MegaCatálogo Bibliográfico
Centro de Documentación. FCEyS. UNMdP

- Recursos bibliográficos en papel y digitales -
- libros, artículos de revistas, ponencias de eventos, etc. -

» Resultado: 2 registros

Registro 1 de 2
Autor: Ray, Biswajit - Mukherjee, Promita - Bhattacharya, Rabindra N. - 
Título: Attitudes and cooperation: does gender matter in community-based forest management?
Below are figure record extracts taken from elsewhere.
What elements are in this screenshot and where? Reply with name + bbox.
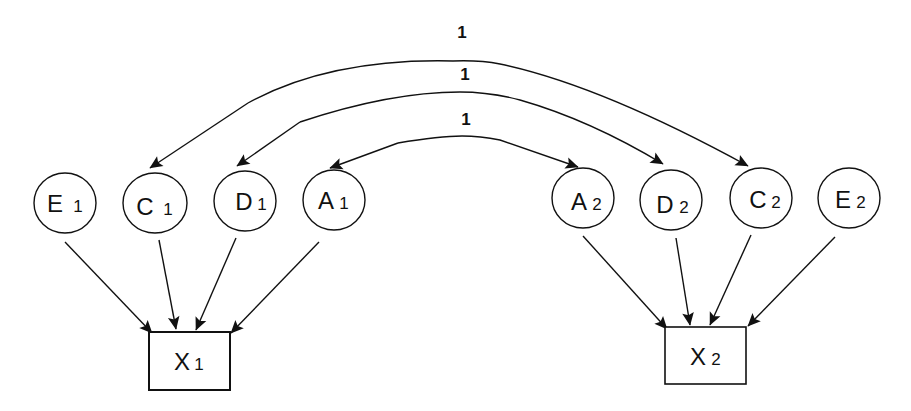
- svg-text:1: 1: [163, 200, 172, 219]
- svg-text:1: 1: [194, 355, 203, 374]
- observed-node-X2: X 2: [665, 327, 746, 384]
- correlation-arc-A: [398, 136, 578, 167]
- correlation-arc-C: [248, 61, 748, 166]
- latent-node-E1: E 1: [34, 173, 96, 233]
- svg-text:2: 2: [771, 193, 780, 212]
- path-A1-X1: [231, 242, 319, 333]
- svg-text:E: E: [47, 190, 63, 217]
- svg-text:1: 1: [73, 197, 82, 216]
- svg-text:2: 2: [711, 350, 720, 369]
- correlation-arc-D: [300, 92, 663, 164]
- path-D2-X2: [676, 238, 690, 325]
- correlation-arc-D-start: [237, 122, 300, 166]
- svg-text:X: X: [690, 343, 706, 370]
- svg-text:2: 2: [679, 198, 688, 217]
- path-C1-X1: [159, 240, 176, 329]
- svg-text:C: C: [136, 193, 153, 220]
- correlation-label-inner: 1: [461, 110, 470, 129]
- svg-text:A: A: [571, 188, 587, 215]
- path-arrows: [65, 235, 835, 333]
- path-E2-X2: [748, 237, 835, 326]
- svg-text:D: D: [656, 191, 673, 218]
- path-A2-X2: [583, 236, 667, 329]
- svg-text:2: 2: [856, 193, 865, 212]
- latent-node-D2: D 2: [640, 170, 702, 230]
- correlation-label-outer: 1: [457, 23, 466, 42]
- latent-node-C2: C 2: [730, 168, 792, 228]
- latent-node-A2: A 2: [552, 168, 614, 228]
- svg-text:1: 1: [257, 195, 266, 214]
- path-diagram: 1 1 1 E 1 C 1 D 1 A 1 A 2 D 2: [0, 0, 911, 411]
- correlation-label-middle: 1: [460, 65, 469, 84]
- svg-text:D: D: [235, 188, 252, 215]
- latent-node-D1: D 1: [214, 171, 276, 231]
- svg-text:2: 2: [592, 195, 601, 214]
- svg-text:E: E: [835, 186, 851, 213]
- observed-node-X1: X 1: [149, 332, 230, 390]
- svg-text:1: 1: [339, 194, 348, 213]
- latent-node-A1: A 1: [303, 170, 365, 230]
- path-D1-X1: [196, 238, 236, 330]
- latent-node-E2: E 2: [818, 168, 880, 228]
- svg-text:C: C: [749, 186, 766, 213]
- svg-text:A: A: [318, 187, 334, 214]
- path-E1-X1: [65, 242, 152, 333]
- correlation-arcs: [150, 61, 748, 168]
- correlation-arc-C-start: [150, 103, 248, 168]
- path-C2-X2: [710, 235, 751, 325]
- svg-text:X: X: [174, 348, 190, 375]
- correlation-arc-A-start: [330, 143, 398, 168]
- latent-node-C1: C 1: [123, 173, 187, 233]
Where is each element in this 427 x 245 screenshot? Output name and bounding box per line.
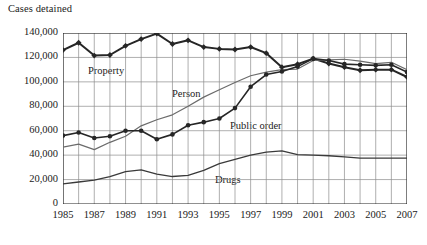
data-point-public-order (342, 62, 347, 67)
data-point-public-order (217, 116, 222, 121)
data-point-public-order (248, 84, 253, 89)
y-tick-label: 0 (3, 197, 58, 208)
data-point-property (248, 44, 254, 50)
y-tick-label: 20,000 (3, 173, 58, 184)
data-point-public-order (264, 72, 269, 77)
y-tick-label: 80,000 (3, 99, 58, 110)
y-tick-label: 120,000 (3, 50, 58, 61)
data-point-public-order (63, 133, 65, 138)
data-point-property (138, 36, 144, 42)
data-point-public-order (311, 56, 316, 61)
data-point-public-order (201, 120, 206, 125)
y-axis-title: Cases detained (8, 3, 72, 14)
chart-figure: Cases detained 020,00040,00060,00080,000… (0, 0, 427, 245)
data-point-public-order (92, 136, 97, 141)
data-point-public-order (233, 106, 238, 111)
data-point-property (216, 46, 222, 52)
data-point-property (357, 67, 363, 73)
data-point-public-order (186, 123, 191, 128)
data-point-public-order (139, 128, 144, 133)
data-point-public-order (358, 62, 363, 67)
y-tick-label: 100,000 (3, 75, 58, 86)
data-point-property (201, 44, 207, 50)
data-point-public-order (295, 64, 300, 69)
data-point-public-order (389, 62, 394, 67)
data-point-public-order (373, 63, 378, 68)
plot-area (63, 33, 407, 204)
y-tick-label: 40,000 (3, 148, 58, 159)
data-point-property (185, 37, 191, 43)
data-point-property (232, 47, 238, 53)
x-tick-label: 2007 (387, 209, 427, 220)
data-point-public-order (76, 130, 81, 135)
data-point-public-order (170, 132, 175, 137)
chart-canvas (63, 33, 407, 204)
y-tick-label: 60,000 (3, 124, 58, 135)
data-point-public-order (280, 69, 285, 74)
data-point-public-order (155, 137, 160, 142)
data-point-public-order (123, 128, 128, 133)
data-point-public-order (108, 134, 113, 139)
data-point-public-order (327, 58, 332, 63)
y-tick-label: 140,000 (3, 26, 58, 37)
Fuente: Environment and Development Economics. v.22, n.5. Beijer Institute of Ecological Economics; Royal Swedish Academy of Sciences
Páginas: pp. 594-623
Año: oct. 2017
Resumen: Does gender matter in people’s attitudes and cooperation in community-based natural resource management? If so, how do gender differences in conservation-related attitudes help or hinder sustaining the commons? Since biases ingrained in community norms and expectations often exclude women from decision making in co-management, it is imperative to find plausible answers to these queries in order to understand gender relations and cooperation in co-management. To this end, the authors conducted psychometric surveys and trust experiments on 196 forest-dependent households in West Bengal, India during 2009-2010. The findings suggest that, despite an overall negative perception about women’s involvement in co-management, women are more conservation friendly and pro-social than men. It is also noticed that forest biomass and forest incomes as the indicators of sustainability have increased in those forest communities where women’s proportional strength as decision makers is greater and people hold an overall positive conservation attitude.
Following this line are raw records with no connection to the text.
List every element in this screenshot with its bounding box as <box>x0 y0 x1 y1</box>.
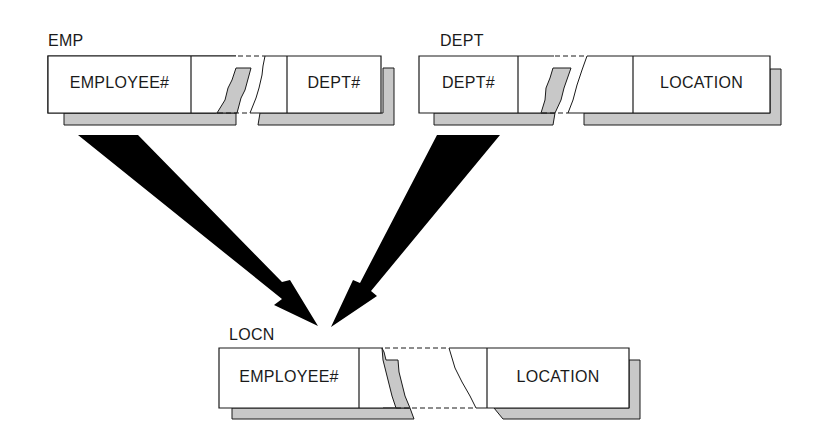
emp-shadow-left <box>64 113 236 125</box>
table-name-locn: LOCN <box>229 326 275 344</box>
arrow-dept-to-locn <box>331 135 500 327</box>
table-name-emp: EMP <box>48 32 84 50</box>
emp-col-dept: DEPT# <box>287 74 381 92</box>
emp-col-employee: EMPLOYEE# <box>48 74 191 92</box>
locn-shadow-left <box>232 408 414 419</box>
dept-col-dept: DEPT# <box>419 74 518 92</box>
diagram-canvas <box>0 0 819 442</box>
dept-col-location: LOCATION <box>633 74 770 92</box>
locn-col-location: LOCATION <box>487 368 629 386</box>
locn-col-employee: EMPLOYEE# <box>219 368 359 386</box>
table-name-dept: DEPT <box>440 32 484 50</box>
arrow-emp-to-locn <box>78 135 318 326</box>
locn-tear-grey <box>382 348 410 408</box>
dept-shadow-left <box>434 113 555 125</box>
Palabras clave: ZONAS RURALES | AGRICULTURA | GENERO |
Solicitar por: HEMEROTECA E + datos de Fuente
Registro 2 de 2
Autor: Husain, Zakir - Bhattacharya, Rabindra N. - 
Título: Attitudes and Institutions: Contrasting Experiences of Joint Forest Management in India
Fuente: Environment and Development Economics. v.9, n.4. Beijer Institute of Ecological Economics; Royal Swedish Academy of Sciences
Páginas: pp. 563-577
Año: Aug. 2004
Resumen: The growing disenchantment with state management of natural resources has led to increasing reliance on co management. This involves devolution of the rights to manage and control access to the resource from the state to the resource appropriators. Co management has been introduced in many Third World countries with varying success. Co management programmes have typically assumed that the resource community wants to conserve the resource and is prevented from doing so by their inability to form a collective choice arena. Hence such programmes have attempted to provide a collective choice arena. However, these attempts overlook the need to change the attitudes of resource users and create a demand for the resource regime. In this paper we have presented two case studies of Joint Forest Management in India to illustrate this point.